Prep Time: 30 min | Cook Time: 55 min | Total Time: 1 hr 25 min | Servings: 8

Ingredients

  • For the crust:
  • 2 1/2 cups all-purpose flour
  • 1 tbsp granulated sugar
  • 1 tsp salt
  • 1 cup (2 sticks) cold unsalted butter, cut into 1/2-inch cubes
  • 6–8 tbsp ice water
  • For the filling:
  • 6 cups peeled, cored, and thinly sliced apples (about 6–7 medium; a mix of Granny Smith and Honeycrisp works well)
  • 3/4 cup granulated sugar
  • 1/4 cup packed light brown sugar
  • 3 tbsp all-purpose flour
  • 1 1/2 tsp ground cinnamon
  • 1/4 tsp ground nutmeg
  • 1/4 tsp salt
  • 1 tbsp fresh lemon juice
  • 2 tbsp cold unsalted butter, cut into small pieces
  • For finishing:
  • 1 egg, beaten with 1 tbsp water (egg wash)
  • 1 tbsp coarse or granulated sugar, for sprinkling

Instructions

  1. Make the crust. Whisk together flour, sugar, and salt in a large bowl.
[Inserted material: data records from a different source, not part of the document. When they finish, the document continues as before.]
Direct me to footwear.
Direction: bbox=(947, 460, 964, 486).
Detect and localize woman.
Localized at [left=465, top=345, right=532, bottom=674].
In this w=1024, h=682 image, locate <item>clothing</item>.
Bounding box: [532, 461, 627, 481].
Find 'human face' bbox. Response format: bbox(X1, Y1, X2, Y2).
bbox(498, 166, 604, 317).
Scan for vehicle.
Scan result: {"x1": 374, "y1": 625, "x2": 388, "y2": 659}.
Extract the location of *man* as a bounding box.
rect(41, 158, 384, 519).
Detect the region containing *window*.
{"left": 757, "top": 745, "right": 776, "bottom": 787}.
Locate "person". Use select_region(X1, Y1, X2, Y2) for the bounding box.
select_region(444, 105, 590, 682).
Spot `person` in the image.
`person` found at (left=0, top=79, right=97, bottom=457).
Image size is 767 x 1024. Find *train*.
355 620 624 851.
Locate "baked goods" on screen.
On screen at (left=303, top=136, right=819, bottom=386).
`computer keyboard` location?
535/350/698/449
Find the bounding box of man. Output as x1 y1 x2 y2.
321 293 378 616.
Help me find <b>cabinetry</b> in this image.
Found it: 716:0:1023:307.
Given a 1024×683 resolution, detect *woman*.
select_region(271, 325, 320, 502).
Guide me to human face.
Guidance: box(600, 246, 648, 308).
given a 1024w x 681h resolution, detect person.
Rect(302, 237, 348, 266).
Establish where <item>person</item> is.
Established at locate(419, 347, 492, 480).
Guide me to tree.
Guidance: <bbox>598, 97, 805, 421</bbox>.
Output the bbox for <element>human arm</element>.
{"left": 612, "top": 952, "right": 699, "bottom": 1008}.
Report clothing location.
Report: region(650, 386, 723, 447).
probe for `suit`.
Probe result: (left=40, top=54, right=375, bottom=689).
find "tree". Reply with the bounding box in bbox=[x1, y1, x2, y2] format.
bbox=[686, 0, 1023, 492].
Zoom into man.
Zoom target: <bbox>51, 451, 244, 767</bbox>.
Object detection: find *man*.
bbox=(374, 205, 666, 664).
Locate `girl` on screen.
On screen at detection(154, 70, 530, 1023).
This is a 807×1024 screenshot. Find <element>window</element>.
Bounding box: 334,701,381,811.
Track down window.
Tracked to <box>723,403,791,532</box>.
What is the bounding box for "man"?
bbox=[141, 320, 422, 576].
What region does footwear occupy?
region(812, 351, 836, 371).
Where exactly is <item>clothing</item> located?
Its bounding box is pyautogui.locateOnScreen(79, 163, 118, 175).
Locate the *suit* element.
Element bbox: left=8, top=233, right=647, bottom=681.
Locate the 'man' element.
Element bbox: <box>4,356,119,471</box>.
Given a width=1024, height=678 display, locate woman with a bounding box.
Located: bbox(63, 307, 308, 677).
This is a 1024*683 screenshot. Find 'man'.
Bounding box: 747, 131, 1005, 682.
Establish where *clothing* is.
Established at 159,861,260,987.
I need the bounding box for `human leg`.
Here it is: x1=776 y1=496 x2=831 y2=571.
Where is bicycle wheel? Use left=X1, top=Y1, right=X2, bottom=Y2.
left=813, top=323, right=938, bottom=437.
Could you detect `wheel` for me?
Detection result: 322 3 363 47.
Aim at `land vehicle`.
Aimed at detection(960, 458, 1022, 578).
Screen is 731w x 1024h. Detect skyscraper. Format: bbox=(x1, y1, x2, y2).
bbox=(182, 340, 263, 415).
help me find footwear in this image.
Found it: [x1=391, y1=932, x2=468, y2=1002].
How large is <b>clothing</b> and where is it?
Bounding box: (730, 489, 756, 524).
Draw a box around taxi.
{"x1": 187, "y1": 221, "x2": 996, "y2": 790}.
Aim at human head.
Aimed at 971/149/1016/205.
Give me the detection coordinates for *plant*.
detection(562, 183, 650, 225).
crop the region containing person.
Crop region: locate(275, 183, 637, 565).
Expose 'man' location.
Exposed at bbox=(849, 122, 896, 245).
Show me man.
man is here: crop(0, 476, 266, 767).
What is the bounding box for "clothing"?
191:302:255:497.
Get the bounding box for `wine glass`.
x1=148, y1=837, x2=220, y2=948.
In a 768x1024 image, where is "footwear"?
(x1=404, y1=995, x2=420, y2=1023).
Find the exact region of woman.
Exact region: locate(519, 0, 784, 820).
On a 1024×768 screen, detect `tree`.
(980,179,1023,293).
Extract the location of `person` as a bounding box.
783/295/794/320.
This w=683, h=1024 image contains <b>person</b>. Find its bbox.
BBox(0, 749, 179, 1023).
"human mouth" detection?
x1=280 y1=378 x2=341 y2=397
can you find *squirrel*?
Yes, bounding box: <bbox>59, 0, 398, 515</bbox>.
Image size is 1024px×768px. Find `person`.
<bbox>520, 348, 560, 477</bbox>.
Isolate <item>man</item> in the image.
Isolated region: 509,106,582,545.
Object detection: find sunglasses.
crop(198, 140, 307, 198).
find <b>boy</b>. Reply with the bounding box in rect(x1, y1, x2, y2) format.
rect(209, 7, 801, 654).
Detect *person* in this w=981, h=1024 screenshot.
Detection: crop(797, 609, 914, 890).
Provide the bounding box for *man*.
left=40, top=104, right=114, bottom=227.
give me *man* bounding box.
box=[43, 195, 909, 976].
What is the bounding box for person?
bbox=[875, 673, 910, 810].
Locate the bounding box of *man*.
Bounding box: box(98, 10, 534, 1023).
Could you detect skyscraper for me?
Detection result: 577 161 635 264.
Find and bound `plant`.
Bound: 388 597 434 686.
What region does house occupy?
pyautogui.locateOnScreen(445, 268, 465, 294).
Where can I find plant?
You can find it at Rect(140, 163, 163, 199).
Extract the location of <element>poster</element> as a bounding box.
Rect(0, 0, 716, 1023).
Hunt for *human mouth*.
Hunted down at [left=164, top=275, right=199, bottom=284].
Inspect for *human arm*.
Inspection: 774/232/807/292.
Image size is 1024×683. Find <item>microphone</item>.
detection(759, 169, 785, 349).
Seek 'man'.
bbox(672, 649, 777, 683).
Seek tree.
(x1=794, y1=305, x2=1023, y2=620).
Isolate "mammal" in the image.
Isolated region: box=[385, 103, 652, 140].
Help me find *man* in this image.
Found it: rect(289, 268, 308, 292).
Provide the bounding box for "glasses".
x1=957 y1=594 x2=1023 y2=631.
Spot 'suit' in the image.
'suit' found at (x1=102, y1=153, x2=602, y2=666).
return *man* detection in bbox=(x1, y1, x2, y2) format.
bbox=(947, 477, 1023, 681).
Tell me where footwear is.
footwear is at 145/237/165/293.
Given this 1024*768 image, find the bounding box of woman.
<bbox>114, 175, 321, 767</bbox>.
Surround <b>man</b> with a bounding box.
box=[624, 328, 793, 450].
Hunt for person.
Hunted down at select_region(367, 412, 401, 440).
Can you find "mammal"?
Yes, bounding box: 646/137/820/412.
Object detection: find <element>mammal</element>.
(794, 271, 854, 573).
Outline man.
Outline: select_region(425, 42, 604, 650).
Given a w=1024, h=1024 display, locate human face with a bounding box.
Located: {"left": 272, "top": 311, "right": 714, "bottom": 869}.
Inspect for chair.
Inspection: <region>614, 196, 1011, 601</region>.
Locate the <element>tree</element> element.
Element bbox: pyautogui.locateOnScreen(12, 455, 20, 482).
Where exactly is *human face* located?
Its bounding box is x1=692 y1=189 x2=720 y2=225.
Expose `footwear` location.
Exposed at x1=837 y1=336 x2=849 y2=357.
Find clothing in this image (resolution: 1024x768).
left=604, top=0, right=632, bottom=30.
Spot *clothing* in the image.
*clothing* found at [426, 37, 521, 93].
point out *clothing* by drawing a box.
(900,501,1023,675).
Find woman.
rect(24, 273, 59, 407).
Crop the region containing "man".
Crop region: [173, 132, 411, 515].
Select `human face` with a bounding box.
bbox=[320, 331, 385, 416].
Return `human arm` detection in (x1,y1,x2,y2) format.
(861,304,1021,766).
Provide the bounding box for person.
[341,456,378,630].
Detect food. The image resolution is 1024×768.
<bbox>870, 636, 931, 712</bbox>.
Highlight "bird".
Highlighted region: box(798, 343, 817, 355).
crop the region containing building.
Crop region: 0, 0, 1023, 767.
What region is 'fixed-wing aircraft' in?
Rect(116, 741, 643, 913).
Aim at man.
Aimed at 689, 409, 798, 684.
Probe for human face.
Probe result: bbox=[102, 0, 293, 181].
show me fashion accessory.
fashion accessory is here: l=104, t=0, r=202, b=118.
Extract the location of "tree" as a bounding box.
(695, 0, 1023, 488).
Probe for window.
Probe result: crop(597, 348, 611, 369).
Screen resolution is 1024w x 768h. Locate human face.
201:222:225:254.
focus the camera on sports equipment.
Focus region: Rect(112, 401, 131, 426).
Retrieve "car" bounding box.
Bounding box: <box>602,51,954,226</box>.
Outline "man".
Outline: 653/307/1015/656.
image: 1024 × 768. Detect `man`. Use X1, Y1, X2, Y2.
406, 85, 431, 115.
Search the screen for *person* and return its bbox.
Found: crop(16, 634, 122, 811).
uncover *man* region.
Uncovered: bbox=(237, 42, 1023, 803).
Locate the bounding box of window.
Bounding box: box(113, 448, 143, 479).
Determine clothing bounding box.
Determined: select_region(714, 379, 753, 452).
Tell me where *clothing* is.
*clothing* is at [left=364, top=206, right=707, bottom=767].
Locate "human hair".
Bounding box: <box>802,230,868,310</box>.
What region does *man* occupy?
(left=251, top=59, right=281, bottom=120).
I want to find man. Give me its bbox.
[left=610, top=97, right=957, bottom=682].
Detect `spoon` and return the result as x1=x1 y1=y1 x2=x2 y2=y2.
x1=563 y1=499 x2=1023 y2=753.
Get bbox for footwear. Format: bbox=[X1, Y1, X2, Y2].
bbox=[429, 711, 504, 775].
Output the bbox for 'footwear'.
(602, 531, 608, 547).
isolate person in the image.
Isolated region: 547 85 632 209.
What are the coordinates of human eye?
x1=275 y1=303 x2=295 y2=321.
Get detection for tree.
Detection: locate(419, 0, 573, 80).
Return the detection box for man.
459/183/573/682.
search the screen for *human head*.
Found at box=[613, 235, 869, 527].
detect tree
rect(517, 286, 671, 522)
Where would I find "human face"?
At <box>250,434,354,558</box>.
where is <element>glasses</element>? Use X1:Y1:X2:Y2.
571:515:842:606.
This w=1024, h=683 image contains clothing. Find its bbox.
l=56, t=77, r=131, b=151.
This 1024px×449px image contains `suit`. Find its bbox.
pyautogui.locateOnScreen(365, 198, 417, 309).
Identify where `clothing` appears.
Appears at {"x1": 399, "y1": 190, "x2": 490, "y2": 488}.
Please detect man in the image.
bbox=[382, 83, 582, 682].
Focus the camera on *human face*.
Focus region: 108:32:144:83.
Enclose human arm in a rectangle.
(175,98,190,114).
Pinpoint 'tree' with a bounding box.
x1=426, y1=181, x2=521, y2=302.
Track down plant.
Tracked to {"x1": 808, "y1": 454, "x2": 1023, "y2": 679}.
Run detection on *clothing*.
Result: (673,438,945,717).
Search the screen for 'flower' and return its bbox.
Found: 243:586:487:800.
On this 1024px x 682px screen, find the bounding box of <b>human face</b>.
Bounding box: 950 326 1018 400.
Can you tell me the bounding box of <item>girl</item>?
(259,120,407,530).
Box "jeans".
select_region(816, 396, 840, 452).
Add cold butter and work it in with your fingertips or a pastry cutter until the mixture resembles coarse crumbs with some pea-sized pieces remaining. Drizzle in ice water one tablespoon at a time, stirring with a fork, until the dough just comes together. Divide in half, flatten into discs, wrap in plastic, and refrigerate for at least 1 hour.
  2. Prepare the filling. In a large bowl, toss the sliced apples with both sugars, flour, cinnamon, nutmeg, salt, and lemon juice until evenly coated. Let sit for 10 minutes while you roll out the crust.
  3. Preheat oven. Preheat your oven to 425°F with a rack in the lower third. Place a foil-lined baking sheet on the rack below to catch any drips.
  4. Roll and fit the bottom crust. On a lightly floured surface, roll one disc of dough into a 12-inch circle. Transfer to a 9-inch pie dish and press it gently into the bottom and sides, leaving any overhang in place.
  5. Fill the pie. Spoon the apple filling into the crust, mounding it slightly in the center. Dot the top of the filling with the small pieces of cold butter.
  6. Add the top crust. Roll the second dough disc into a 12-inch circle and lay it over the filling. Trim both layers of overhang to about 1 inch, then fold them under and crimp the edge firmly to seal. Cut 4–5 small vents in the top crust with a sharp knife. Brush the entire top with egg wash and sprinkle with coarse sugar.
  7. Bake. Bake at 425°F for 20 minutes, then reduce oven temperature to 375°F and continue baking for 35–40 minutes, until the crust is deep golden brown and the filling is bubbling through the vents. If the edges brown too fast, cover them loosely with foil or a pie shield after the first 20 minutes.
  8. Cool before slicing. Transfer the pie to a wire rack and cool for at least 2 hours before cutting. The filling sets as it cools. Serve warm or at room temperature, plain or with a scoop of vanilla ice cream.

Nutrition (per serving)

Calories: 420 | Protein: 4g | Fat: 21g | Carbs: 57g | Fiber: 3g | Sodium: 290mg

Brenda Novak
About the cook who shared this
Brenda Novak
Week 80 of Brenda’s 30-year story · Grand Island, Nebraska
Brenda is a forty-eight-year-old long-haul trucker and mom of two from Grand Island, Nebraska, who cooks on the road with a crockpot plugged into her semi's cigarette lighter. She lost her sister to domestic violence and carries that loss quietly. She writes for the working moms who are gone a lot and feel guilty about it. The food you leave in the fridge for your kids when you are on a haul? That is love, packed in Tupperware.